Buyers with material OEM relationships should negotiate a change of control provision that grants them termination rights (ideally with no remaining minimum commit obligation) if the vendor is acquired by a competitor, if the product is discontinued or sunset by the acquirer, or if the post-acquisition pricing materially differs from the contracted terms. This is one of the more difficult provisions to obtain — vendors resist it because it creates uncertainty in their exit valuation — but it is increasingly common for buyers with significant leverage to secure it.

The scenario worth thinking through: Your OEM vendor is acquired by one of your largest direct competitors. Your contract has two years left. You have no change of control termination right and a $180,000 minimum commit. You are now contractually obligated to pay your competitor for software embedded in your product for the next 24 months. This happens. It is preventable.

The Minimum Commit Problem at Termination

Even when buyers do have termination rights, the minimum commit obligation is often the provision that makes exercising those rights prohibitively expensive. If your agreement requires you to pay a minimum annual fee regardless of usage, terminating mid-term typically does not relieve you of the obligation to pay the remaining minimum commits — unless your agreement explicitly says otherwise.

Buyers who want meaningful termination rights need to ensure that those rights include the ability to exit minimum commit obligations. Without that language, a termination for convenience provision may give you the right to stop using the software while still requiring you to keep paying for it.
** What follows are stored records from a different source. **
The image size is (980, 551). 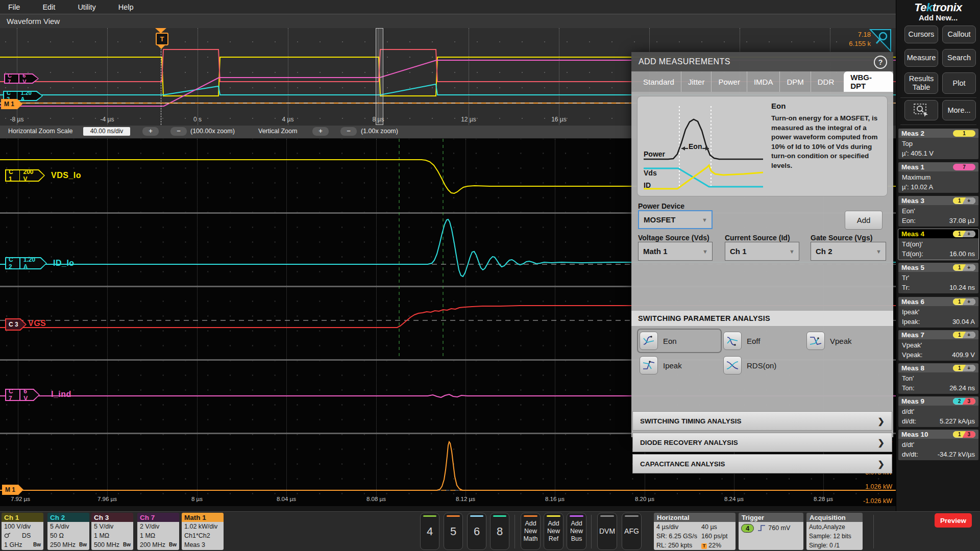 I want to click on dialog-header: ADD MEASUREMENTS, so click(x=763, y=62).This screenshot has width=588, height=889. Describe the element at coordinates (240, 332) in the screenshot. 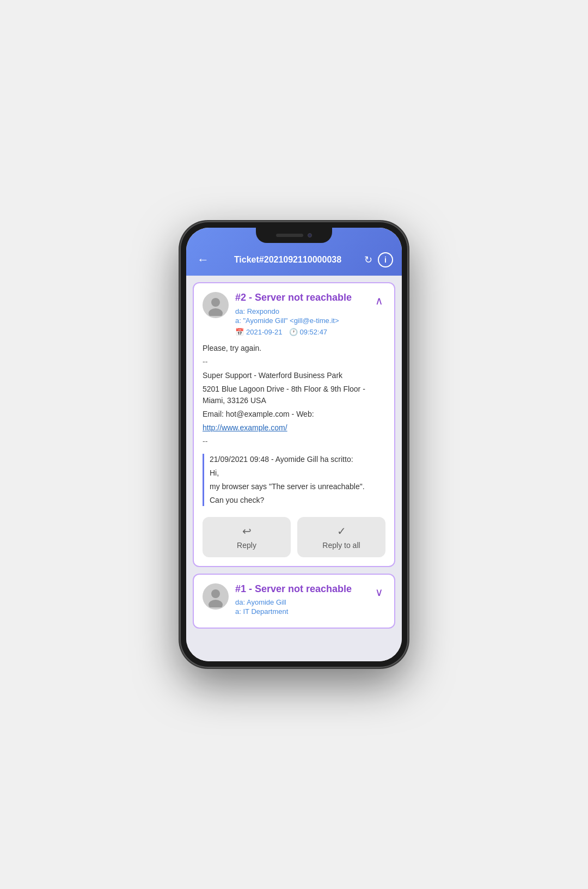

What to Negotiate Before You Sign

The time to negotiate termination rights is before you sign, not when you need them. Vendors negotiate exit provisions from a position of strength when the relationship is going well. Once a relationship is in difficulty, vendors have less incentive to offer flexibility and more incentive to enforce whatever the contract says.

The provisions worth prioritizing in pre-signature negotiation, roughly in order of importance for most buyers, are: change of control termination rights, survival of deployed licenses, transition assistance obligations, SLA thresholds defined as material breach triggers, and — if you have sufficient leverage — termination for convenience with a release from remaining minimum commit obligations.
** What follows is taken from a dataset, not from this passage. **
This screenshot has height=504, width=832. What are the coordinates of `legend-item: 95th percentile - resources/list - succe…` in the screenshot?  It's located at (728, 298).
Not all of these will be obtainable in every deal. The goal is not to get everything — it is to understand what you are agreeing to and to negotiate the protections that matter most for your specific situation and product architecture.

Want to know where your current agreement stands?

The free OEM Contract Health Check identifies the provisions in your situation that carry the most commercial risk — including termination exposure — in about five minutes.

Take the Free Health Check

Thomas Oliver is an enterprise sales leader with over a decade of vendor-side OEM software experience, $20M+ in OEM deals closed, and 8x President's Club. He now works exclusively on behalf of buyers as an OEM licensing advisor. See the Talk to Thomas for a fixed-fee commercial contract review, or contact Thomas directly for full advisory engagements.